Ok, last June –for no particular reason- I decided I’d try to write 30 short stories in 30 days. I set different rules for myself after last year’s 30 in 30 challenge.
1. Each story had to have an ending. Too many of my stories from last April were partial stories.
2. No porn. Each story had to be salable, after editing.
3. No novel excerpts. Novel chapters could not be counted for the total, I wanted this month to focus on short stories.
So how did I end up? Well, the first 20 or 21 days, I was batting 1.000. I did 21 short stories in 21 days and then…didn’t get any writing done for five days straight. That pretty much killed any chance of completing the challenge. I managed to cram in some work at the end of the month but I ended up with 24 completed stories plus two partials. Not bad but not an all out victory. It was a bit of a roller coaster. A few story chains didn’t get forged, some stories I really wanted to work on didn’t get done, several stories ended too abruptly, and a couple didn’t get finished at all. More on the latter in a moment.
What did I learn?
Well, I knew I could crank out the wordcount when needed, though I didn’t really hit my max word rate with these shorter pieces, apart for one 5k story I finished in about 3 hours. Too much feeling my way with shorter pieces. What was a never-ending joy though was the fact that I didn’t run out of story ideas. Every time I sat down and started writing, something came out. I can’t tell you how awesome that feels.
I also very clearly discovered my ‘natural’ length. My short stories, to satisfy me, need to be around 5-6 thousand words. Every story I wrote than was shorter than that, which was a lot of them since each story needed an ending, didn’t feel right. I have a lot of editing ahead of me with these stories and for most of them, that means adding more story. A couple of stories wanted to sprawl longer, in particular stories set in my Shallow Sea world (same world as Angel Odyssey). Part of that is my ongoing love affair with worldbuilding.
A couple of stories just didn’t gel. One was too much influenced by some Donald Westlake I was reading. My version of the plot diverged radically from his but I found too many of his words in my mouth. So I stopped it. If I decide to go back to that story, I’ll have to cut and redo the opening. A second I simply ran out of time on, couldn’t get to even a bad stopping place.
Finally, writing fast and writing short is HARD. Writing short, fast and excellent is even harder.
So I didn’t make my goal but I got some good practice in and some story ideas down on paper. I don’t think I’ll try this again. I’d rather write one good short story a week instead of seven half-finished stories. I already know I can write fast and that I have more ideas than I know what to do with.
On another note, got two more rejections in the mail on the same day. I guess my hide is thick, they disappointed but didn’t hurt. I’ve got a heck of a lot more where they came from.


TASK PROMPT:
Look through the lines below and copy each one that includes "Symposium".

[EXTRACTED DATA]

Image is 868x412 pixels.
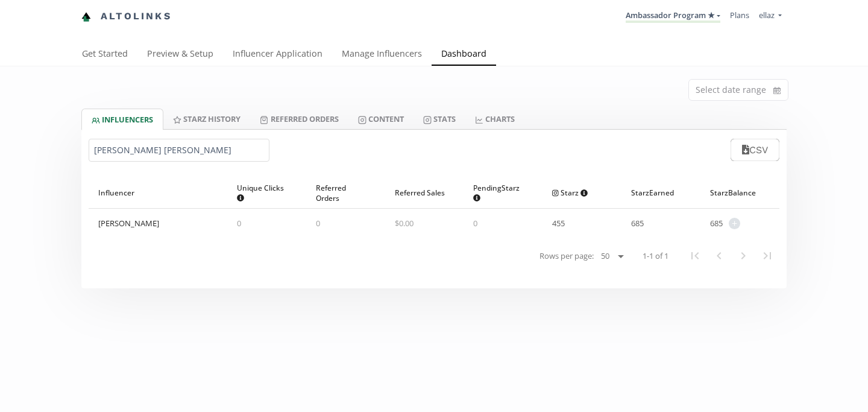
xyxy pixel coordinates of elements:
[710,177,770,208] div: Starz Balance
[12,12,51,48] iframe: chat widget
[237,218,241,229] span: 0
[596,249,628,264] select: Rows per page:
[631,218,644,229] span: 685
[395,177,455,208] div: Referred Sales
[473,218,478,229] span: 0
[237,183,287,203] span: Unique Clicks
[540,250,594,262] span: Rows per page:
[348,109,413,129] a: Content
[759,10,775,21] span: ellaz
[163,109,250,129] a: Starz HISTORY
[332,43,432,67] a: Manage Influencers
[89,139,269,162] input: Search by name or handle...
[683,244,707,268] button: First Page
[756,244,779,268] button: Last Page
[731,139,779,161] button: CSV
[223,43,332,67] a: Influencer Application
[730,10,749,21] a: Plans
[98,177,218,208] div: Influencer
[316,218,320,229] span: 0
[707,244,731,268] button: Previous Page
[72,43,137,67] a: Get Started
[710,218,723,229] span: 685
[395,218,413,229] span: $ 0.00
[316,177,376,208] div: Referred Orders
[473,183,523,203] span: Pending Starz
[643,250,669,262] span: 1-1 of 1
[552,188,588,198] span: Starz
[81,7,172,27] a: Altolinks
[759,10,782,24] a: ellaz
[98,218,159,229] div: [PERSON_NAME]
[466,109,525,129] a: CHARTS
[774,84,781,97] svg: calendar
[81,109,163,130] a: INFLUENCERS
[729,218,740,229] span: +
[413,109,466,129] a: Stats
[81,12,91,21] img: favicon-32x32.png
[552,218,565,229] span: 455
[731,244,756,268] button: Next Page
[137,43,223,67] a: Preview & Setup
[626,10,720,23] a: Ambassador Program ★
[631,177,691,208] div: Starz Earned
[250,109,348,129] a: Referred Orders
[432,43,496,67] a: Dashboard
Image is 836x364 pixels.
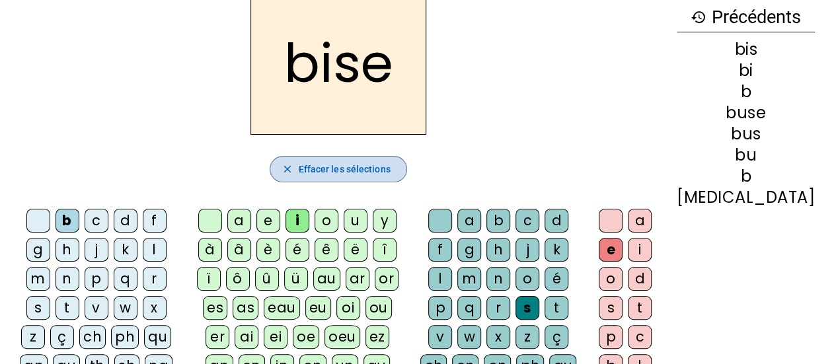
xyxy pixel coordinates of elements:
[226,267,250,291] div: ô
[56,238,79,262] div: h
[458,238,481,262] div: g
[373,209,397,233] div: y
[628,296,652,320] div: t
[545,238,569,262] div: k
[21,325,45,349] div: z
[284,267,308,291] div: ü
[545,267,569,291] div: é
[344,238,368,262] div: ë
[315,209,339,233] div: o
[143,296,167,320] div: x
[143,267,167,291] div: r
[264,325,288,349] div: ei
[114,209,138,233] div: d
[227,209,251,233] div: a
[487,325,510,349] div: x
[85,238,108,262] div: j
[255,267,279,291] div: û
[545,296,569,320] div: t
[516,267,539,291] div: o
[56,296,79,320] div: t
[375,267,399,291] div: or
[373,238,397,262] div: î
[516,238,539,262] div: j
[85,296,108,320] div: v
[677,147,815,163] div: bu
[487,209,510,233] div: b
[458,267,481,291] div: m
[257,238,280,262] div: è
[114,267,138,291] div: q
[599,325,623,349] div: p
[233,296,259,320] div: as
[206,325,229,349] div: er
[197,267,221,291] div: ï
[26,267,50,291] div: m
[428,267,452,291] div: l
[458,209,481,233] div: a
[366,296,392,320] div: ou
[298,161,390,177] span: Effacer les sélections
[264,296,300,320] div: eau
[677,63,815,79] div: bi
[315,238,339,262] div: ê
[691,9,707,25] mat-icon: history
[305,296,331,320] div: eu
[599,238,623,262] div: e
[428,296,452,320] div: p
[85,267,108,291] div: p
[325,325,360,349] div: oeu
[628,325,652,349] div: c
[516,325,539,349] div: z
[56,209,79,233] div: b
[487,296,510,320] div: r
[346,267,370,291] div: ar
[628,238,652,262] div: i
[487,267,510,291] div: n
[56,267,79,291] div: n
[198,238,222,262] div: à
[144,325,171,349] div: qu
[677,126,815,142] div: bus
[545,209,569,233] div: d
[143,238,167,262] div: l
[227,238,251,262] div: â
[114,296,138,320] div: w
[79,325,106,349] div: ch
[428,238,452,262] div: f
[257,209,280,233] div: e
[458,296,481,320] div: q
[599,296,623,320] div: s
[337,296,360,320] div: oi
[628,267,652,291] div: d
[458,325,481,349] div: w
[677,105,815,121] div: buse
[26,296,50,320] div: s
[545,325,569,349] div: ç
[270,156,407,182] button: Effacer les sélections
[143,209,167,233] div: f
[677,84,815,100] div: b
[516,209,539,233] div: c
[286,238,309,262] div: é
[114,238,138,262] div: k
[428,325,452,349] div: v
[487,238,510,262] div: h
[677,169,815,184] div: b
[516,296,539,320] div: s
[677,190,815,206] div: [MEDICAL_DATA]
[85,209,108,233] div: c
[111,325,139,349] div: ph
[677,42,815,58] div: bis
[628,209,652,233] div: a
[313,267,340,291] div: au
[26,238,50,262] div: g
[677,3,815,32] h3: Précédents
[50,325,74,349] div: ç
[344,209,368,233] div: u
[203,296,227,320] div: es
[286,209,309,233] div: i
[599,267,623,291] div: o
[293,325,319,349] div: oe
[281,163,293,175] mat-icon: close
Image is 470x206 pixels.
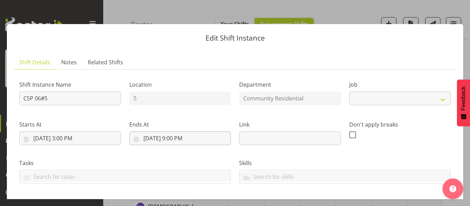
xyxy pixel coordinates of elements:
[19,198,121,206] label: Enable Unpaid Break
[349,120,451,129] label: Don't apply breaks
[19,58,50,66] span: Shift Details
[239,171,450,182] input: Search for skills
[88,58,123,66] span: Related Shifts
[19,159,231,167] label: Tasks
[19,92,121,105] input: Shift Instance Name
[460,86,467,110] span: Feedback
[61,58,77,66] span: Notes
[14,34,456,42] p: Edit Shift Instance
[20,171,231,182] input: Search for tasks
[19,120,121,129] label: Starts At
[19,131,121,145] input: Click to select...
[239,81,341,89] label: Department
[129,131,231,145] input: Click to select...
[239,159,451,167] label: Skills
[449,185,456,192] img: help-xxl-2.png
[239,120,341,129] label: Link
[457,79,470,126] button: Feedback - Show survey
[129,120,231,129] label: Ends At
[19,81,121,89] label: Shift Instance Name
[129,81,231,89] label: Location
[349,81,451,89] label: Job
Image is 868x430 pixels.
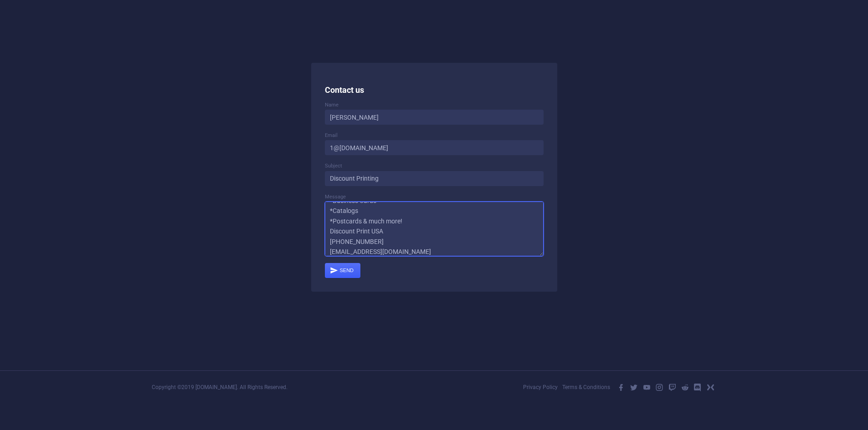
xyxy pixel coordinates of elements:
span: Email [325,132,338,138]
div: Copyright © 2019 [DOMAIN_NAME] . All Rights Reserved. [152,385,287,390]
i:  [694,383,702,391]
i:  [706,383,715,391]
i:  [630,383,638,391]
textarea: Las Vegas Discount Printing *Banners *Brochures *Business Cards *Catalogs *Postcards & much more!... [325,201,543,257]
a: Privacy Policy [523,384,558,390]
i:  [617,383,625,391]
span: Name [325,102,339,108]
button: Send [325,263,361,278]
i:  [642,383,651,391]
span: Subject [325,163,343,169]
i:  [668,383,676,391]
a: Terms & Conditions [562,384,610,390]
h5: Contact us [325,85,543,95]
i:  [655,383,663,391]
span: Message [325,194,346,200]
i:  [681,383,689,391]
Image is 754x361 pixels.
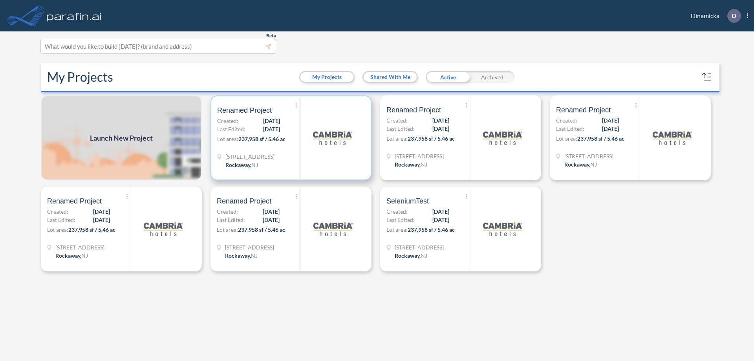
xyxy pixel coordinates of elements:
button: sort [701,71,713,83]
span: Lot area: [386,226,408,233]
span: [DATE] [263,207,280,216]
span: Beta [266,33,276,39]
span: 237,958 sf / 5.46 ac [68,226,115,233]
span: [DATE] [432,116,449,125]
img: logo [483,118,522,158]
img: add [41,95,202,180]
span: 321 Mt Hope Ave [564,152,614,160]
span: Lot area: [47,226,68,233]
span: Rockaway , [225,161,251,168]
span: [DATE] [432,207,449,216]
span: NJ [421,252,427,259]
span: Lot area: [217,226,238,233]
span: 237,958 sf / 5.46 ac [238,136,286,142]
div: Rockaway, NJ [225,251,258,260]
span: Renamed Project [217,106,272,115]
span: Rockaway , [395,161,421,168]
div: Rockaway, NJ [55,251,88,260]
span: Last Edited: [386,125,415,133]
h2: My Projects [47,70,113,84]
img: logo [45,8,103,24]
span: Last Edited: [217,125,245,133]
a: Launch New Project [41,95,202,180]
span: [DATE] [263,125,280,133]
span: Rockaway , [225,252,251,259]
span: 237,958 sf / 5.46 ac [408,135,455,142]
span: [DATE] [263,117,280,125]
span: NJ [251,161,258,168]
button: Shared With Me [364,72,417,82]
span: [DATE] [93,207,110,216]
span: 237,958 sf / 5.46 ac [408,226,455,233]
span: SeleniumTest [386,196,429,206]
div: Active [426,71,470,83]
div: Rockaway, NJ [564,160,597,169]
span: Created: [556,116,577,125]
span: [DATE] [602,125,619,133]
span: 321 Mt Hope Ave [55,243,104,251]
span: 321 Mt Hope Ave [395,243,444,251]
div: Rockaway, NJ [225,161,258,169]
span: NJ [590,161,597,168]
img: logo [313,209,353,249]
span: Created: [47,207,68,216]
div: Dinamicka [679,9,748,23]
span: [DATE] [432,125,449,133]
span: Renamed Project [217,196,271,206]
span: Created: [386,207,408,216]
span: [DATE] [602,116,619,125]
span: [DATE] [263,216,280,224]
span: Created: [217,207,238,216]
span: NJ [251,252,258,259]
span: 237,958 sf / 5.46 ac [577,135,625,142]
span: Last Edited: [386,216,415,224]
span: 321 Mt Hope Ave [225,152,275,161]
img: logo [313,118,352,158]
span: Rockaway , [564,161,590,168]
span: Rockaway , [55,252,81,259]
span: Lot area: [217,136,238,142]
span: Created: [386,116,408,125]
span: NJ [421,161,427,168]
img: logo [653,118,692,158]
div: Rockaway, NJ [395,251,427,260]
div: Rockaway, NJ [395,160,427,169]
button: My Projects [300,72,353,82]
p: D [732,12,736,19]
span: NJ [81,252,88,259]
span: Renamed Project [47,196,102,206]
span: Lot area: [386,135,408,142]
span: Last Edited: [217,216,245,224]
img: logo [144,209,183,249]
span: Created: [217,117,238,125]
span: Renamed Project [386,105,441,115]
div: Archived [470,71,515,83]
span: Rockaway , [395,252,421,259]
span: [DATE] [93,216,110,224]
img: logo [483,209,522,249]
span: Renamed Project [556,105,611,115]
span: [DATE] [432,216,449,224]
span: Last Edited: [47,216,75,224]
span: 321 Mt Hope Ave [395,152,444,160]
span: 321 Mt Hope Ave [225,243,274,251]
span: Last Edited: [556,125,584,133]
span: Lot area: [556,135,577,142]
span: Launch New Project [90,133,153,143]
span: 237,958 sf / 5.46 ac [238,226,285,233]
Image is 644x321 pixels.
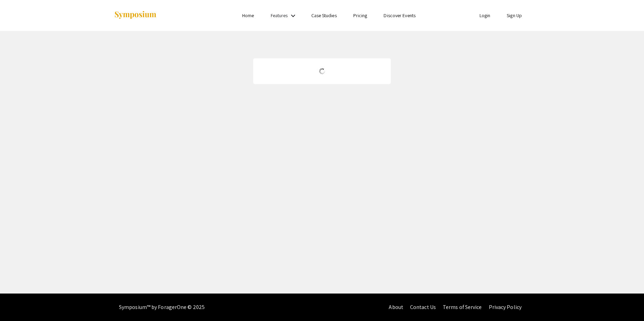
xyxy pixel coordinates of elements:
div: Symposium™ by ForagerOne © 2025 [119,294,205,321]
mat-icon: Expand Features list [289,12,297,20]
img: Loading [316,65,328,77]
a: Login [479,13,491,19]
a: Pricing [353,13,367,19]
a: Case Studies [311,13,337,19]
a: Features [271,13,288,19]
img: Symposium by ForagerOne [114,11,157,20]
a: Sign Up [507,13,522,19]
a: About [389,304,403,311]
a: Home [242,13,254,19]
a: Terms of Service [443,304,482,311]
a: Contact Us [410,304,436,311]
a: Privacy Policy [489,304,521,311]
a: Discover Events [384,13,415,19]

[/EXTRACTED DATA]

EXERCISE OUTPUT:
div: Symposium™ by ForagerOne © 2025 [119,294,205,321]
img: Symposium by ForagerOne [114,11,157,20]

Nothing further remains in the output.